If Winnie found it a burden to be the emotional keystone of South Africa's liberator-in-chief, she never said as much, and never complained. She was the one person with whom Madiba shared his inner fears and feelings, and his letters to her were the only record of his deep anxieties and longing, his every dream and aspiration. He had told her in 1964 that he would rely on her support to sustain him in prison, and more than a decade later, that still held true. In February 1976 he wrote that he thought of her as sister, mother, friend and mentor, and pictured in his mind everything that made her the person she was, physically and spiritually.

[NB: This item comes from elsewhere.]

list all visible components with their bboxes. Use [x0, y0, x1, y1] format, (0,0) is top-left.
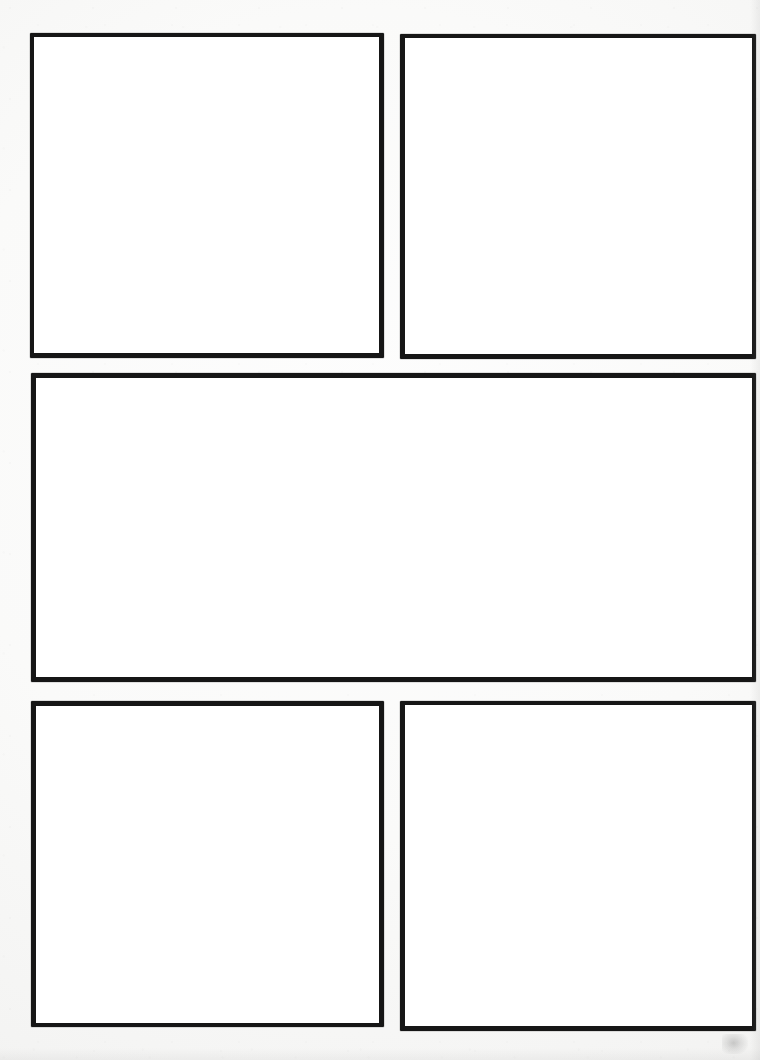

He recalled that she had lovingly accepted the numerous difficulties of life with him, which would have defeated another woman; told her he carefully dusted her photograph every morning, for it gave him the feeling that he was caressing her as he had in the old days; reminded her of their special intimate habit of rubbing their noses together, and said he touched his nose to hers on the photograph to ârecapture the electric current' that used to flush through his blood. âI wonder,' he wrote, âwhat it'll be like when I return.'
While their leaders were reminiscing about their lost lives and hankering for freedom, foremost in the minds of angry young blacks were their grievances against the Bantu Education Act, which, two decades after its introduction, was still a bone of contention. The system was widely despised and condemned, especially by young urban blacks whose parents had known the benefit of a superior education and had escaped what was indisputably schooling for servitude. Conversely, the youth had greater access to the media than their mothers and fathers had enjoyed, recognised the limitations of the education system imposed on them and became ever more determined to change it. Practically all Soweto's children seemed aware of the statement by the late Dr Verwoerd that except as labourers, there was no place for blacks in the white community. While white children were being taught mathematics and science, biology, German and Latin, black children were forced to learn arithmetic, agriculture (to prepare them for working on white farms),
Bible study, African languages (which would not equip them for university study) and Afrikaans. Their anger was fuelled by the introduction of a regulation that made it compulsory for certain subjects to be taught in Afrikaans rather than English. Apart from the fact that this would further limit their development, Afrikaans was deeply resented as the language of the oppressor.